Does everyone have a go-to stack? I feel like everyone should have a go-to stack whenever they're starting a new project. Unless of course, you're learning something new, in that case, go wild.
Listed below is the stack I'd go with if I were starting a new project today.
Typescript
Do I sometimes feel like I don't really get it? Is it sometimes a pain? Does it sometimes make you wonder why you even chose to code for a living?
Yes! But, it more than makes up for it when it stops you from shipping broken code to production. So so so many times, I've confidently written a commit message only for the linter to stop me from bringing the entire website down.
I absolutely adore TypeScript and while I am not proud of it, I've become the person who starts a TS project simply to run a couple of lines of code as opposed to going with JS.
Frontend
NextJS: I just love React and NextJS just gives you so much out of the box that I've never really had to look elsewhere.
TailwindCSS: I feel like there's no middle ground when it comes to Tailwind. At least if you're on Twitter. I am very much in the loving it camp and I'd recommend it to anyone and everyone.
This website (if it ever gets released) actually doesn't use Tailwind. It uses Chakra UI. (Why? Read the thing at the start where I talk about going wild when learning something new.) On a more serious note though, I've been meaning to try Chakra UI for a while now and this was just a good excuse to do so.
Backend
NextJS: Hey, that was what your frontend was! Yes, but this is one of the benefits of NextJS. The API routes make it real easy to build an API for your application.
GraphQL: Rest is fine, it really is. But, I just prefer GraphQL these days mostly because of the type-safety across the board and the fact that I don't have to write API endpoints.
I recently came across tRPC which looks really nice because if type-safety is what you're going for, it gives you that out of the box while saving you from all the setup that is required with incorporating GraphQL into your application.
Prisma: Without a doubt, the best ORM I've ever used. Makes it so easy to write queries that I've never really looked elsewhere ever since I started using it.
A special shoutout to Redis which I've started using a lot more recently. Not really for database-y tasks but more for short-lived stuff.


§ **Task brief**
Pictures must be dropped from the copy of the entries below; all else is returned exactly.
___ Records provided
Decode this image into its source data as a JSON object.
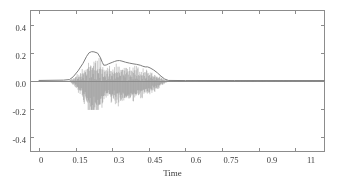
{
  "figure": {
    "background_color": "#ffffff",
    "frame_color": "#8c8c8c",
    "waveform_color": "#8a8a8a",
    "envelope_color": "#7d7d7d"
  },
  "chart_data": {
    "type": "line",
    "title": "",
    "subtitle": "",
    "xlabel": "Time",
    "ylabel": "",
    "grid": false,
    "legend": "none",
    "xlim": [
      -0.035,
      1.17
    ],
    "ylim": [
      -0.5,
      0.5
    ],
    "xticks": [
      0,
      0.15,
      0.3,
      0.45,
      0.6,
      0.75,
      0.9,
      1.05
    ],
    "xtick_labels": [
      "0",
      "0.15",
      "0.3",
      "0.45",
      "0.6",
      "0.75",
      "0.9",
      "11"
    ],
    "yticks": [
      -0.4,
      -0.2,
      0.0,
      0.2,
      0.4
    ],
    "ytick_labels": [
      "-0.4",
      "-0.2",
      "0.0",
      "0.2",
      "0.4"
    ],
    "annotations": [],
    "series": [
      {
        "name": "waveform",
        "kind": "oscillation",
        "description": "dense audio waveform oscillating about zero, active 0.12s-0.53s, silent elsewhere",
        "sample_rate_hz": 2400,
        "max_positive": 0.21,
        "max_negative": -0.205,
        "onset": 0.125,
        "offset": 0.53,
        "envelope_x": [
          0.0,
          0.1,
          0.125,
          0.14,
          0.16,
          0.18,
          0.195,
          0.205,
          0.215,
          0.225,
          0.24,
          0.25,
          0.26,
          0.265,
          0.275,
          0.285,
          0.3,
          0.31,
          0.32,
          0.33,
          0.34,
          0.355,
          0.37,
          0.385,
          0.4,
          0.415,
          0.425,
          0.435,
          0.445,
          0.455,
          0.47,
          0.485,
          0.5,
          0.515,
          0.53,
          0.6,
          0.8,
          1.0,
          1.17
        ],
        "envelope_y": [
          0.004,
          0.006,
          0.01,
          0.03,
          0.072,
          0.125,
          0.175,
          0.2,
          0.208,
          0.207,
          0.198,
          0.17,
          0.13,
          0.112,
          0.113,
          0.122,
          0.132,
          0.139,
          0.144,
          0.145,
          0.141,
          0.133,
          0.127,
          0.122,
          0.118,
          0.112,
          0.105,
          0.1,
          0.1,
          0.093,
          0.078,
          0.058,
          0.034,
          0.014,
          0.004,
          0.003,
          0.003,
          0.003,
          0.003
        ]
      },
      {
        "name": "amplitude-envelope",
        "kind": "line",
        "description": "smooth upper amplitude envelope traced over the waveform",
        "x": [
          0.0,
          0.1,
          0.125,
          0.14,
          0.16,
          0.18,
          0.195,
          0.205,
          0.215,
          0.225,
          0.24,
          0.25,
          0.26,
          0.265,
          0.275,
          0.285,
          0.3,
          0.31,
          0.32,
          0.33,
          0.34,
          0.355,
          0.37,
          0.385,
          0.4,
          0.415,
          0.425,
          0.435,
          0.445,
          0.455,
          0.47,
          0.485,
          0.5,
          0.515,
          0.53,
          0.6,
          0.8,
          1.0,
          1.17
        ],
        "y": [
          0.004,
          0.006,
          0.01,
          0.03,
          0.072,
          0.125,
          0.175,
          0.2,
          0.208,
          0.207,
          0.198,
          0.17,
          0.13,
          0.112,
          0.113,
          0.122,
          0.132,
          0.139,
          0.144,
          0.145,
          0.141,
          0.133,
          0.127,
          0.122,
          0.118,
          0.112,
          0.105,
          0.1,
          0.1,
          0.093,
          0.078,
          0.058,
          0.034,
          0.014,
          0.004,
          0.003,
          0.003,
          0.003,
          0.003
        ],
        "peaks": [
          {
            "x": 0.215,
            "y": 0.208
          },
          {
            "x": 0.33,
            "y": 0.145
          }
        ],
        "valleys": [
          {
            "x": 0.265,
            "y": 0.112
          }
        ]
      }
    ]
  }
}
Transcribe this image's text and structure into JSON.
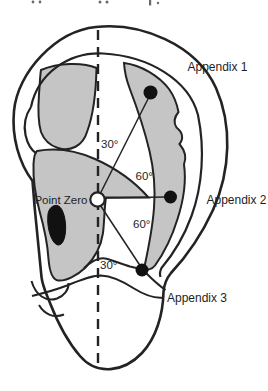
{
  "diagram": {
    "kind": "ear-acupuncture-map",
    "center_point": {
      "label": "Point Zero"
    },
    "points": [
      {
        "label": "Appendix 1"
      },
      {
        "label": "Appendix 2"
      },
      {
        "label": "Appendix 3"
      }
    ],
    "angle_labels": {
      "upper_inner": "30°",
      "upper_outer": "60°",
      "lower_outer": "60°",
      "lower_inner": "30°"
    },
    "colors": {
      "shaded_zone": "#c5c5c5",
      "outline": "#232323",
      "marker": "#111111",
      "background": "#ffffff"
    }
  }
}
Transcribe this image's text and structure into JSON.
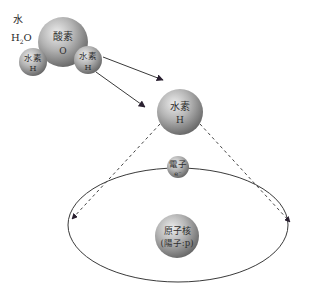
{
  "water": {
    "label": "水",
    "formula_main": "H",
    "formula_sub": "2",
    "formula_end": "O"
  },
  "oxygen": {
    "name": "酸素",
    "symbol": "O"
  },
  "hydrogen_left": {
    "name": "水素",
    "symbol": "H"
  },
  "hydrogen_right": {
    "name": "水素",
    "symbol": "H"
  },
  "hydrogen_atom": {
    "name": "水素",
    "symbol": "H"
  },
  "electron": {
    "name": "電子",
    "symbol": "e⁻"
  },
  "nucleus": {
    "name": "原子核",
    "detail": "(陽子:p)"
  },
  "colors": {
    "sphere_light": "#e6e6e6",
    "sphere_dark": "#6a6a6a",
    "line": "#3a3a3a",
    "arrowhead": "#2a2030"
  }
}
______
§ **Output of the exercise**
Decode this image into its source data as a JSON object.
{
  "figure": {
    "background_color": "#ffffff",
    "frame_color": "#8c8c8c",
    "waveform_color": "#8a8a8a",
    "envelope_color": "#7d7d7d"
  },
  "chart_data": {
    "type": "line",
    "title": "",
    "subtitle": "",
    "xlabel": "Time",
    "ylabel": "",
    "grid": false,
    "legend": "none",
    "xlim": [
      -0.035,
      1.17
    ],
    "ylim": [
      -0.5,
      0.5
    ],
    "xticks": [
      0,
      0.15,
      0.3,
      0.45,
      0.6,
      0.75,
      0.9,
      1.05
    ],
    "xtick_labels": [
      "0",
      "0.15",
      "0.3",
      "0.45",
      "0.6",
      "0.75",
      "0.9",
      "11"
    ],
    "yticks": [
      -0.4,
      -0.2,
      0.0,
      0.2,
      0.4
    ],
    "ytick_labels": [
      "-0.4",
      "-0.2",
      "0.0",
      "0.2",
      "0.4"
    ],
    "annotations": [],
    "series": [
      {
        "name": "waveform",
        "kind": "oscillation",
        "description": "dense audio waveform oscillating about zero, active 0.12s-0.53s, silent elsewhere",
        "sample_rate_hz": 2400,
        "max_positive": 0.21,
        "max_negative": -0.205,
        "onset": 0.125,
        "offset": 0.53,
        "envelope_x": [
          0.0,
          0.1,
          0.125,
          0.14,
          0.16,
          0.18,
          0.195,
          0.205,
          0.215,
          0.225,
          0.24,
          0.25,
          0.26,
          0.265,
          0.275,
          0.285,
          0.3,
          0.31,
          0.32,
          0.33,
          0.34,
          0.355,
          0.37,
          0.385,
          0.4,
          0.415,
          0.425,
          0.435,
          0.445,
          0.455,
          0.47,
          0.485,
          0.5,
          0.515,
          0.53,
          0.6,
          0.8,
          1.0,
          1.17
        ],
        "envelope_y": [
          0.004,
          0.006,
          0.01,
          0.03,
          0.072,
          0.125,
          0.175,
          0.2,
          0.208,
          0.207,
          0.198,
          0.17,
          0.13,
          0.112,
          0.113,
          0.122,
          0.132,
          0.139,
          0.144,
          0.145,
          0.141,
          0.133,
          0.127,
          0.122,
          0.118,
          0.112,
          0.105,
          0.1,
          0.1,
          0.093,
          0.078,
          0.058,
          0.034,
          0.014,
          0.004,
          0.003,
          0.003,
          0.003,
          0.003
        ]
      },
      {
        "name": "amplitude-envelope",
        "kind": "line",
        "description": "smooth upper amplitude envelope traced over the waveform",
        "x": [
          0.0,
          0.1,
          0.125,
          0.14,
          0.16,
          0.18,
          0.195,
          0.205,
          0.215,
          0.225,
          0.24,
          0.25,
          0.26,
          0.265,
          0.275,
          0.285,
          0.3,
          0.31,
          0.32,
          0.33,
          0.34,
          0.355,
          0.37,
          0.385,
          0.4,
          0.415,
          0.425,
          0.435,
          0.445,
          0.455,
          0.47,
          0.485,
          0.5,
          0.515,
          0.53,
          0.6,
          0.8,
          1.0,
          1.17
        ],
        "y": [
          0.004,
          0.006,
          0.01,
          0.03,
          0.072,
          0.125,
          0.175,
          0.2,
          0.208,
          0.207,
          0.198,
          0.17,
          0.13,
          0.112,
          0.113,
          0.122,
          0.132,
          0.139,
          0.144,
          0.145,
          0.141,
          0.133,
          0.127,
          0.122,
          0.118,
          0.112,
          0.105,
          0.1,
          0.1,
          0.093,
          0.078,
          0.058,
          0.034,
          0.014,
          0.004,
          0.003,
          0.003,
          0.003,
          0.003
        ],
        "peaks": [
          {
            "x": 0.215,
            "y": 0.208
          },
          {
            "x": 0.33,
            "y": 0.145
          }
        ],
        "valleys": [
          {
            "x": 0.265,
            "y": 0.112
          }
        ]
      }
    ]
  }
}
Transcribe this image's text and structure into JSON.
{
  "diagram": {
    "kind": "ear-acupuncture-map",
    "center_point": {
      "label": "Point Zero"
    },
    "points": [
      {
        "label": "Appendix 1"
      },
      {
        "label": "Appendix 2"
      },
      {
        "label": "Appendix 3"
      }
    ],
    "angle_labels": {
      "upper_inner": "30°",
      "upper_outer": "60°",
      "lower_outer": "60°",
      "lower_inner": "30°"
    },
    "colors": {
      "shaded_zone": "#c5c5c5",
      "outline": "#232323",
      "marker": "#111111",
      "background": "#ffffff"
    }
  }
}
Transcribe this image's text and structure into JSON.
{
  "water": {
    "label": "水",
    "formula_main": "H",
    "formula_sub": "2",
    "formula_end": "O"
  },
  "oxygen": {
    "name": "酸素",
    "symbol": "O"
  },
  "hydrogen_left": {
    "name": "水素",
    "symbol": "H"
  },
  "hydrogen_right": {
    "name": "水素",
    "symbol": "H"
  },
  "hydrogen_atom": {
    "name": "水素",
    "symbol": "H"
  },
  "electron": {
    "name": "電子",
    "symbol": "e⁻"
  },
  "nucleus": {
    "name": "原子核",
    "detail": "(陽子:p)"
  },
  "colors": {
    "sphere_light": "#e6e6e6",
    "sphere_dark": "#6a6a6a",
    "line": "#3a3a3a",
    "arrowhead": "#2a2030"
  }
}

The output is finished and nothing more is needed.